Han Ong
π€ SpeakerAppearances Over Time
Podcast Appearances
Anastasia was a good singer, with a kind of gypsy chic in her voice.
She had small girlish breasts and a long nose, and was not as beautiful as his wife.
But Boris remembered her for a long time afterward.
She seemed to have purified him completely, picked him down to bone and tendon, and then put him back together.
Boris didn't remember ever having had that kind of power and stamina.
Anastasia, a doctor, left by boat on the fourth day of their affair, since she had a twenty-four-hour shift at the hospital where she was the head of her department.
The whole family saw her off, and as they stood on the shore, she sang, Marushenka washed her white feet,
and waved to them with her handkerchief from the boat.
She's so educated, but such a slut, Boris Ivanovich thought, both impressed and confused.
As though he'd read his friend's mind, Nikolai Mikhailovich told him, that's in Nastia's blood, her great-grandmother or great-great-grandmother fooled around with Pushkin.
On Transfiguration Day, they all went to church in Kashino, first by ferry, then by bus.
The trip was exhausting.
Your life is so anti-Soviet, he remarked in admiration.
No, Boris, it's just a Soviet, Nikolai Mikhailovich said laughing.

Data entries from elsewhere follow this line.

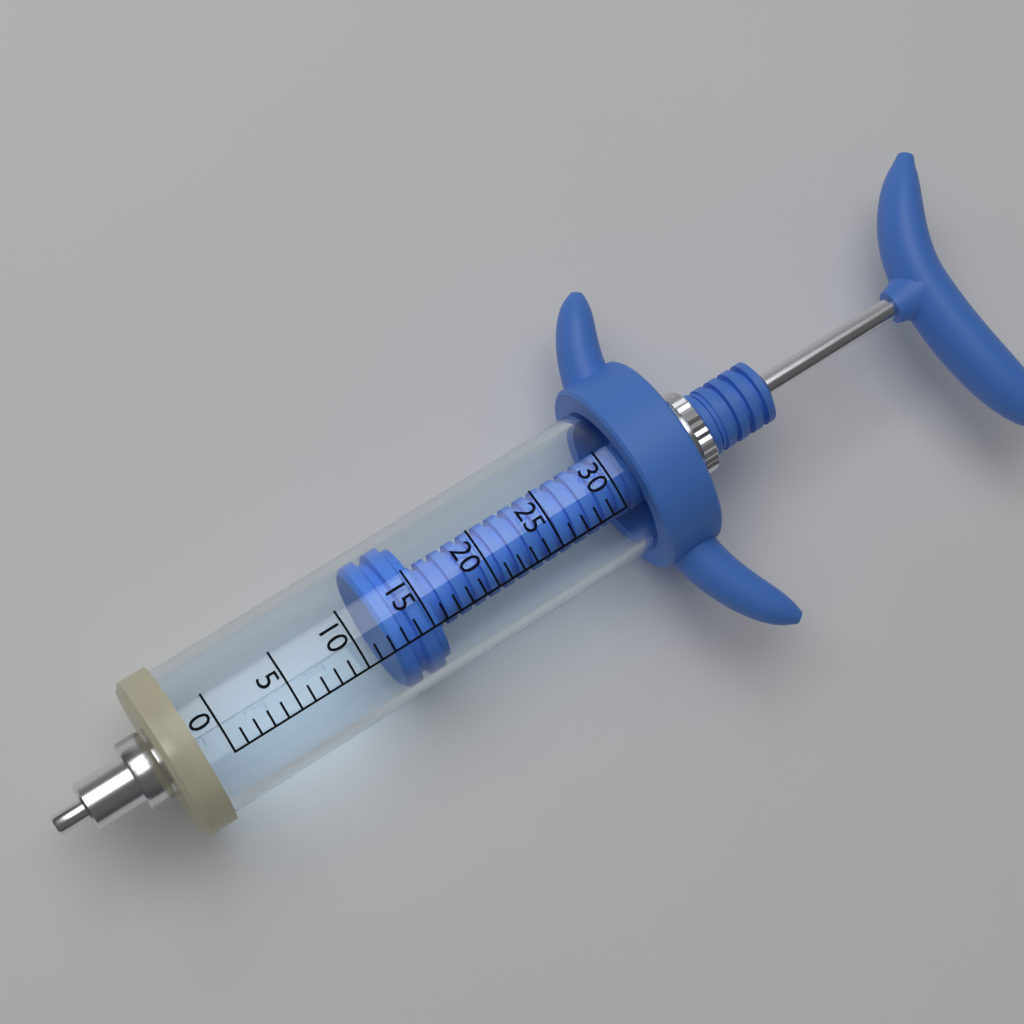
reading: 12 (no unit)
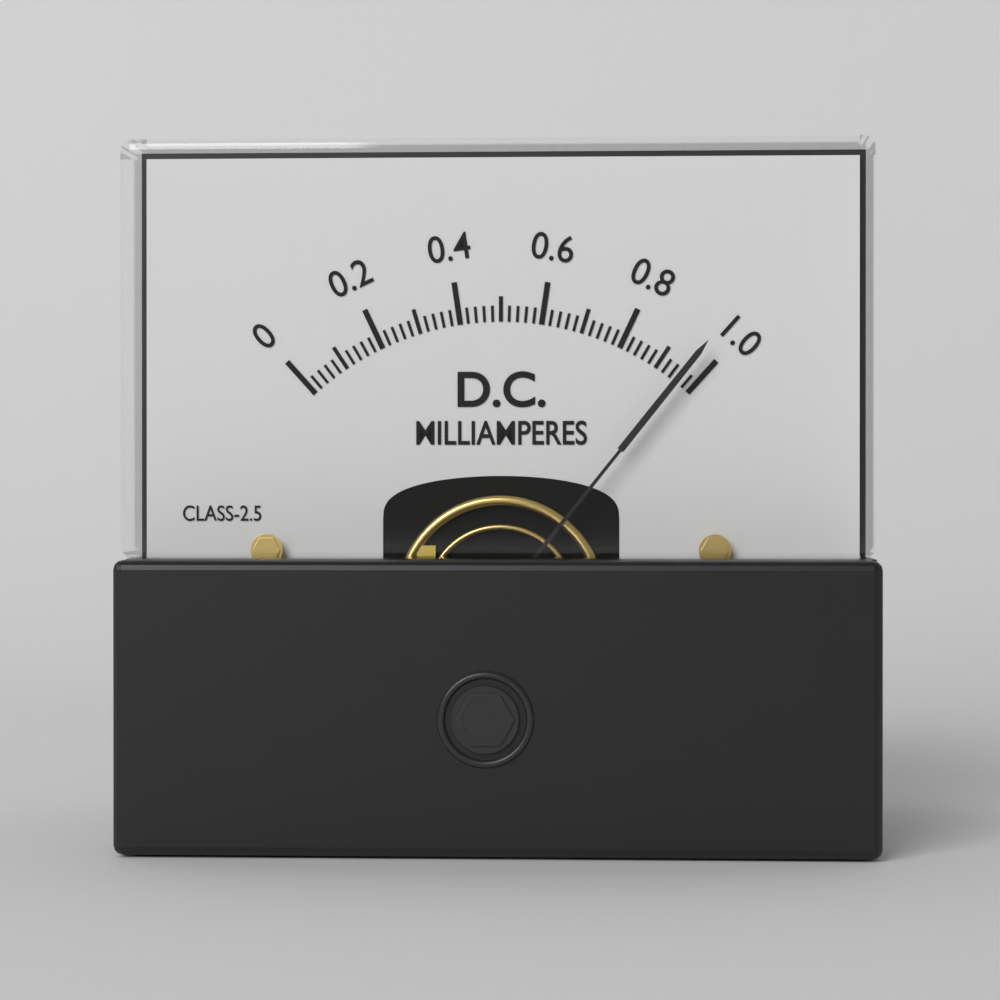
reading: 0.96 mA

All summer, Boris watched the sun rise and the water lap the sandbank, which was covered in the empty mussel shells and decorative grasses that he had previously seen only on icons.
He hadn't known that they really existed.
Moved by everything he saw, he was happy.
Everyone foraged for mushrooms in the forest.
There weren't many in July, but by August they sprouted up after the sweet rain showers.
The days were long, the evenings with their endless tea-drinking were pleasant, and the nights passed in an instant.